Better, I think, to point out that in 1960 it was plausible for students holding low-wage jobs to support themselves and pay the (minimal) registration fees for a college degree -- you could, realistically, work your way through college and graduate with little or no debt. We are not as a nation poorer now than we were in 1960; indeed US GDP per capita is about triple what it was in 1960. If we could do it then, we ought to be able to do it now rather than burden every generation with crushing debt for their investment in what is -- in substantial part -- a public good.
Apologies - I thought the software would append my name to the above: Michael Froomkin, discourse.net & law.tm
ReplyDelete"Bernie has not, to my knowledge, said anything about how he would go about providing free university education."
ReplyDeleteYes he has. A tax on wall street speculation. That covers 75% of the costs.
https://berniesanders.com/issues/its-time-to-make-college-tuition-free-and-debt-free/
"Yes he has. A tax on wall street speculation. That covers 75% of the costs."
ReplyDeleteThat's how he would get the money for it, but it doesn't address the mechanism of how he would do it. If he had the funds, presumably, he would just pay the tuition, but that route would lead simply to the states emulating the pharmaceutical companies and raising the price in order to take advantage of the program. Presumably, he wouldn't want to do that. If not, I'd like to know how he intends to deal with the fact that the public universities are state, not federal, universities.
But hasn't there been significant inflation in faculty salaries as well, at least in private colleges? Anecdotal evidence [n=1]: I remember that in 1961 Paul Tillich, one of 5 "University Professors" (the highest faculty honor) at Harvard, was paid $16,000. My wife is paid 10 times that---and that's at NYU, and she ain't no "University Professor." CPI meanwhile has risen only 800%.
ReplyDeleteDavid Palmeter,
ReplyDeleteA clarification about Chile: the plan to make university education free includes all public and private universities (which meet certain criteria). The government will fix tuition charges, so they can't raise tuition. Private universities are free not to accept the plan, but then they will have to compete with free public and private universities which accept it.
No, the average salary for all full-time faculty in degree-granting post-secondary institutions (including instructors and lecturers, as well as all ranks of professors) in constant dollars has barely changed since 1970.

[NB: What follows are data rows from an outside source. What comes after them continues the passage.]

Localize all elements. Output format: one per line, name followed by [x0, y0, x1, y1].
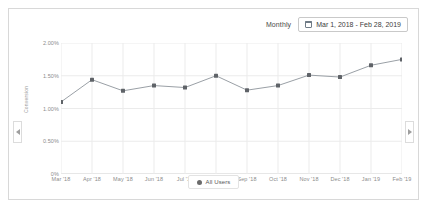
y-axis-labels: 0%0.50%1.00%1.50%2.00% — [29, 43, 59, 174]
conversion-chart-card: Monthly Mar 1, 2018 - Feb 28, 2019 Conve… — [8, 8, 419, 200]
calendar-icon — [305, 21, 312, 28]
line-chart — [61, 43, 402, 174]
scroll-left-button[interactable] — [13, 121, 22, 143]
y-tick-label: 0.50% — [43, 138, 59, 144]
date-range-picker[interactable]: Mar 1, 2018 - Feb 28, 2019 — [298, 17, 408, 32]
legend-marker-icon — [197, 180, 202, 185]
date-range-text: Mar 1, 2018 - Feb 28, 2019 — [316, 21, 401, 28]
chart-legend: All Users — [9, 175, 418, 189]
plot-area: Conversion 0%0.50%1.00%1.50%2.00% Mar '1… — [9, 43, 420, 183]
chevron-left-icon — [16, 129, 20, 135]
y-tick-label: 1.00% — [43, 106, 59, 112]
scroll-right-button[interactable] — [405, 121, 414, 143]
y-tick-label: 1.50% — [43, 73, 59, 79]
legend-item-all-users[interactable]: All Users — [188, 175, 240, 189]
y-tick-label: 2.00% — [43, 40, 59, 46]
frequency-label: Monthly — [266, 21, 291, 28]
legend-label: All Users — [206, 179, 231, 185]
chevron-right-icon — [408, 129, 412, 135]
chart-header: Monthly Mar 1, 2018 - Feb 28, 2019 — [266, 17, 408, 32]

ReplyDeleteThe distribution, however, likely has changed: there is a new class of "winners" at the top of the salary scale, and a large class of oppressed full-time lecturers at the bottom.
Whatever is driving the cost increase in education, it's not faculty salaries at the college level (law, medicine may differ). The number of administrators has grown rapidly.
-Michael Froomkin
S. Wallerstein,
ReplyDeleteThanks for the explanation about Chile. It seems to work on the same principle as Medicare here: the government will pay a specified amount provided the school accepts that as total payment. Of course, the payment could be set at such a low level that schools would not accept it, but if it were high enough that many would accept, it would put a lot of pressure on the others.
David Palmeter,
ReplyDeleteIt works as you suggest above. It's just begun this year in a tentative program, but it seems that it will create a two tier system. Most everyone (or at least the 70% of the population with lowest family income) will go to free public and private universities, while certain private universities will continue to charge high tuition for the wealthy, who even if tuition were free for everyone, do not want their dear kids to have to attend school with the children of the masses: this is a very very classist and snobbish country!